Record set →
————

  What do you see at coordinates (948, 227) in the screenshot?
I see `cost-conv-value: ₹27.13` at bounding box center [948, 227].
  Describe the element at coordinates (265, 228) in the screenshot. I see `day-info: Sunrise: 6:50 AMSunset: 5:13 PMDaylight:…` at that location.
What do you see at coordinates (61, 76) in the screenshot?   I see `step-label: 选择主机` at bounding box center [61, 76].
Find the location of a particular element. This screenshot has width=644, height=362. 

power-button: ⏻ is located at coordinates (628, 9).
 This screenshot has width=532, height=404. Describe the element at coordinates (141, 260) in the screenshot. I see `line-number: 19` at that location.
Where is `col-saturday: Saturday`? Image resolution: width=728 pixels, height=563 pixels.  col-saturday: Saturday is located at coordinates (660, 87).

————

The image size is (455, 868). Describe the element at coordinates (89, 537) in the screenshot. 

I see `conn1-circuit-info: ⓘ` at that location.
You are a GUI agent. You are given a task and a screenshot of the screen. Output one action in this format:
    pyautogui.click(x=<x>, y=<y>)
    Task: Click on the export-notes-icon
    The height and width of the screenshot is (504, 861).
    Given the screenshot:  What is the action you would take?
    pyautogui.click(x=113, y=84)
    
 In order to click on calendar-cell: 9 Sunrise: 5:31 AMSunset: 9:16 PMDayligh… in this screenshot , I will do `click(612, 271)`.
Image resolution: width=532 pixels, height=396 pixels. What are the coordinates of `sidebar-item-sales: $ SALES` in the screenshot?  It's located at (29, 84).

————

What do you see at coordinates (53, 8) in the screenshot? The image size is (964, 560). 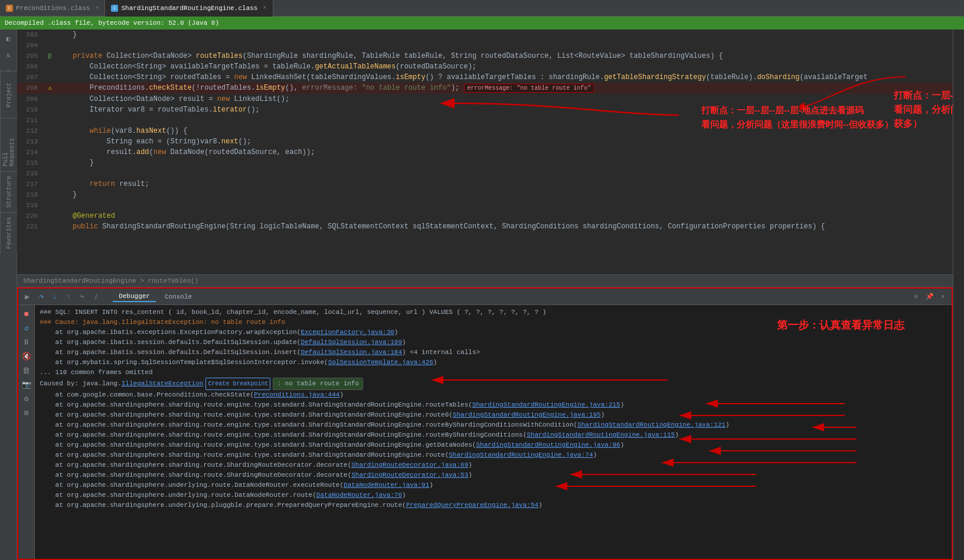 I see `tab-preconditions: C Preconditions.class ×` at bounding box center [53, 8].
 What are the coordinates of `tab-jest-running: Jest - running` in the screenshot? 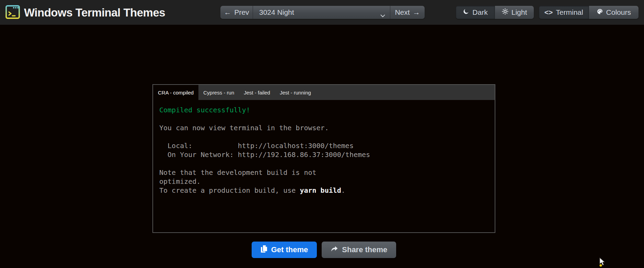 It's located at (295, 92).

————

Activity → Which lines above contain the word "resolution"? Copy each one.

Task result →
Where is `col-saturday: Saturday`? Image resolution: width=728 pixels, height=563 pixels.  col-saturday: Saturday is located at coordinates (660, 87).
Image resolution: width=532 pixels, height=396 pixels. What are the coordinates of `sidebar-item-sales: $ SALES` in the screenshot?  It's located at (29, 84).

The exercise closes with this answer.